Maritime Museum, Lingang New City, China, 2009 (Photo © Marcus Bredt)
Gmp's amazing success story in China is von Gerkan's achievement. It began in 2000 with a German project, the German Embassy School in Beijing. At the same time, an exhibition of gmp's projects and a winning competition entry for the Nanning International Convention and Exhibition Center rapidly raised his profile in China's investor circles.
Unlike many Western architects whose involvement in China failed, von Gerkan quickly realized that he needed to establish a powerful office in the People’s Republic — with Chinese employees trained to gmp standards in Hamburg, and with Wu Wei, a future partner familiar with local customs, who would be responsible for establishing networks and handling contracts.
Yet the upright, pragmatic, not always diplomatic von Gerkan was really not at ease with the Chinese way of communicating and conducting negotiations. When the Chinese National Museum in Beijing — the largest museum in the world — planned by gmp was opened in 2011, the architect did not hide his political opinion on the recent arrest of artist Ai Weiwei in his speech at the gala dinner. The interpreter, however, avoided translating his remarks word for word, and so harmony, which is so important to the Chinese, was preserved.

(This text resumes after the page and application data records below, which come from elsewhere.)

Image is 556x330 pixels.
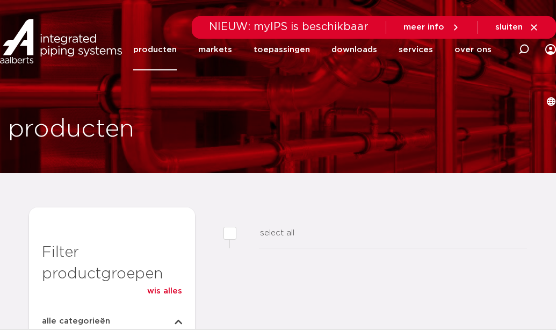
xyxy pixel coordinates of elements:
[331,29,377,70] a: downloads
[495,23,522,31] span: sluiten
[223,227,294,239] label: select all
[147,285,182,297] a: wis alles
[42,315,182,327] button: alle categorieën
[253,29,310,70] a: toepassingen
[545,38,556,61] div: my IPS
[42,242,182,285] h3: Filter productgroepen
[8,112,134,147] h1: producten
[198,29,232,70] a: markets
[133,29,491,70] nav: Menu
[398,29,433,70] a: services
[403,23,460,32] a: meer info
[223,227,236,239] input: select all
[209,21,368,32] span: NIEUW: myIPS is beschikbaar
[495,23,538,32] a: sluiten
[147,287,182,295] span: wis alles
[133,29,177,70] a: producten
[454,29,491,70] a: over ons
[42,315,110,327] span: alle categorieën
[403,23,444,31] span: meer info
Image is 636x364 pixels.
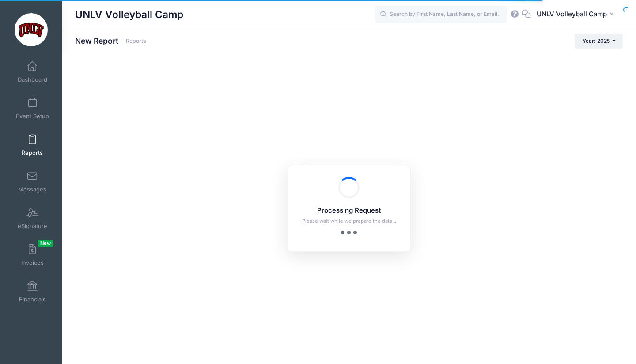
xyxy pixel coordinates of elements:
[11,203,53,234] a: eSignature
[374,6,507,23] input: Search by First Name, Last Name, or Email...
[11,93,53,124] a: Event Setup
[299,207,398,215] h5: Processing Request
[126,38,146,45] a: Reports
[19,296,46,303] span: Financials
[21,259,44,267] span: Invoices
[18,223,48,230] span: eSignature
[536,9,607,19] span: UNLV Volleyball Camp
[582,38,610,44] span: Year: 2025
[14,13,48,46] img: UNLV Volleyball Camp
[11,240,53,271] a: InvoicesNew
[11,276,53,307] a: Financials
[11,167,53,197] a: Messages
[11,130,53,161] a: Reports
[574,34,622,49] button: Year: 2025
[75,36,146,45] h1: New Report
[38,240,53,247] span: New
[18,186,46,193] span: Messages
[22,149,43,157] span: Reports
[299,217,398,225] p: Please wait while we prepare the data...
[16,113,49,120] span: Event Setup
[531,5,622,25] button: UNLV Volleyball Camp
[18,76,48,84] span: Dashboard
[11,57,53,88] a: Dashboard
[75,5,183,25] h1: UNLV Volleyball Camp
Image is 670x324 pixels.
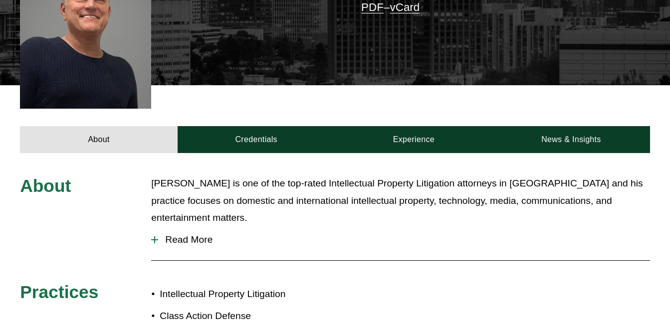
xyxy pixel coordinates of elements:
[389,1,419,13] a: vCard
[20,176,71,195] span: About
[160,286,335,303] p: Intellectual Property Litigation
[20,126,178,153] a: About
[492,126,650,153] a: News & Insights
[178,126,335,153] a: Credentials
[151,227,649,253] button: Read More
[20,282,98,302] span: Practices
[158,234,649,245] span: Read More
[151,175,649,227] p: [PERSON_NAME] is one of the top-rated Intellectual Property Litigation attorneys in [GEOGRAPHIC_D...
[335,126,493,153] a: Experience
[361,1,383,13] a: PDF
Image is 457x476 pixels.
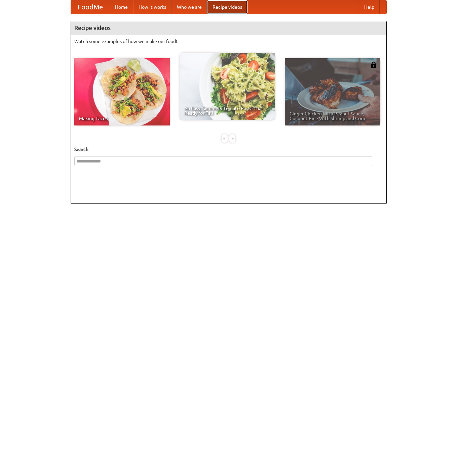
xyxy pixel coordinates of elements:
h4: Recipe videos [71,21,386,35]
span: An Easy, Summery Tomato Pasta That's Ready for Fall [184,106,271,115]
div: « [222,134,228,143]
a: How it works [133,1,171,14]
a: An Easy, Summery Tomato Pasta That's Ready for Fall [180,53,275,120]
p: Watch some examples of how we make our food! [74,38,383,45]
a: Help [359,1,380,14]
span: Making Tacos [79,116,165,121]
a: Who we are [171,1,207,14]
a: Making Tacos [74,58,170,125]
img: 483408.png [370,62,377,68]
a: Home [110,1,133,14]
a: Recipe videos [207,1,248,14]
div: » [230,134,235,143]
h5: Search [74,146,383,153]
a: FoodMe [71,1,110,14]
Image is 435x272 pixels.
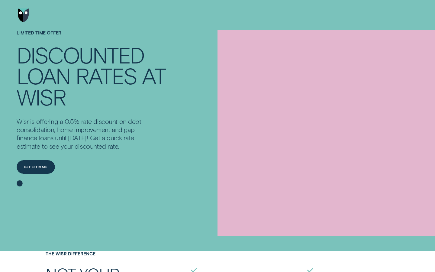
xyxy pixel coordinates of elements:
div: Wisr [17,86,66,107]
h4: THE WISR DIFFERENCE [46,251,157,256]
div: loan [17,65,70,86]
a: Get estimate [17,160,55,174]
p: Wisr is offering a 0.5% rate discount on debt consolidation, home improvement and gap finance loa... [17,117,147,150]
div: at [142,65,165,86]
h4: Discounted loan rates at Wisr [17,44,165,107]
h1: LIMITED TIME OFFER [17,30,165,44]
img: Wisr [18,8,29,22]
div: rates [76,65,137,86]
div: Discounted [17,44,144,65]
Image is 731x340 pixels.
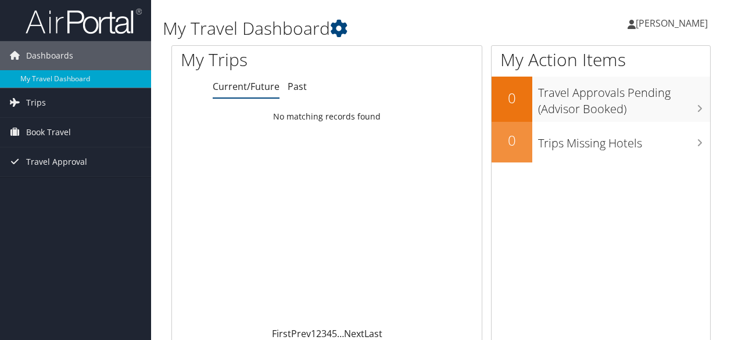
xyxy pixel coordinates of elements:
[311,328,316,340] a: 1
[492,88,532,108] h2: 0
[181,48,344,72] h1: My Trips
[344,328,364,340] a: Next
[492,48,710,72] h1: My Action Items
[316,328,321,340] a: 2
[492,122,710,163] a: 0Trips Missing Hotels
[332,328,337,340] a: 5
[327,328,332,340] a: 4
[172,106,482,127] td: No matching records found
[26,41,73,70] span: Dashboards
[288,80,307,93] a: Past
[337,328,344,340] span: …
[636,17,708,30] span: [PERSON_NAME]
[213,80,279,93] a: Current/Future
[492,77,710,121] a: 0Travel Approvals Pending (Advisor Booked)
[627,6,719,41] a: [PERSON_NAME]
[26,118,71,147] span: Book Travel
[272,328,291,340] a: First
[492,131,532,150] h2: 0
[291,328,311,340] a: Prev
[163,16,534,41] h1: My Travel Dashboard
[26,148,87,177] span: Travel Approval
[321,328,327,340] a: 3
[538,79,710,117] h3: Travel Approvals Pending (Advisor Booked)
[26,8,142,35] img: airportal-logo.png
[538,130,710,152] h3: Trips Missing Hotels
[26,88,46,117] span: Trips
[364,328,382,340] a: Last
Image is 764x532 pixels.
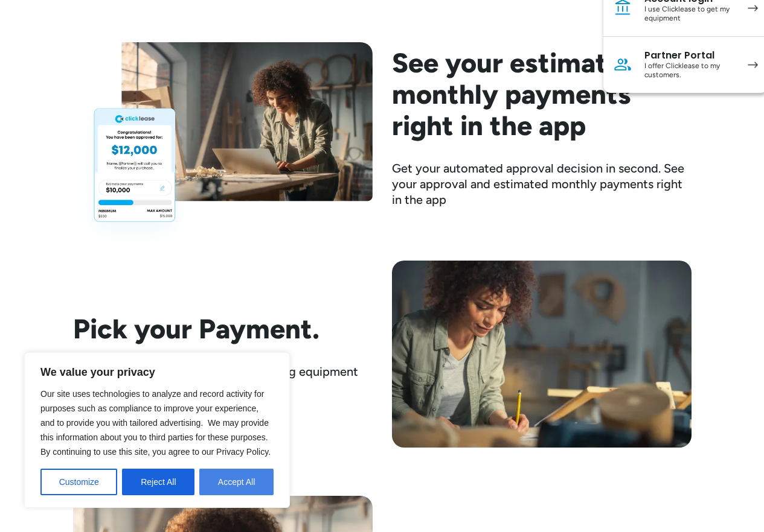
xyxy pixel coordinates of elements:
div: We value your privacy [24,353,290,508]
div: Partner Portal [644,49,735,62]
button: Accept All [199,469,274,496]
h2: Pick your Payment. [73,313,373,344]
span: Our site uses technologies to analyze and record activity for purposes such as compliance to impr... [41,389,270,457]
div: I offer Clicklease to my customers. [644,62,735,80]
button: Reject All [122,469,195,496]
p: We value your privacy [41,365,274,379]
img: woodworker looking at her laptop [73,42,373,252]
img: arrow [747,62,758,68]
div: Get your automated approval decision in second. See your approval and estimated monthly payments ... [392,161,691,208]
div: I use Clicklease to get my equipment [644,5,735,23]
img: Woman holding a yellow pencil working at an art desk [392,261,691,447]
button: Customize [41,469,117,496]
h2: See your estimated monthly payments right in the app [392,47,691,141]
img: arrow [747,5,758,12]
img: Person icon [613,55,632,74]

BER Airport (Photo © Marcus Bredt)
Four opera houses, several stadiums, skyscrapers and entire high-rise clusters, museums, city halls, exhibition centers, and train stations — more than 170 large-scale projects have been implemented by gmp in China since 1999, mostly under von Gerkan's direction, along with the National Assembly, a convention center, and the Hanoi Museum in the capital of Vietnam. Many of the buildings in China and Vietnam would be well-known landmarks in Europe, but who in our part of the world is familiar with the fascinating Tianjin Central Station, the enchanting Qingdao Grand Theater, the 1000 Island Lake reception building in Hangzhou, or the significant Hanoi Museum? Active to the last, the most important German architect died at the age of 87 in Hamburg on Wednesday, November 30, surrounded by his family.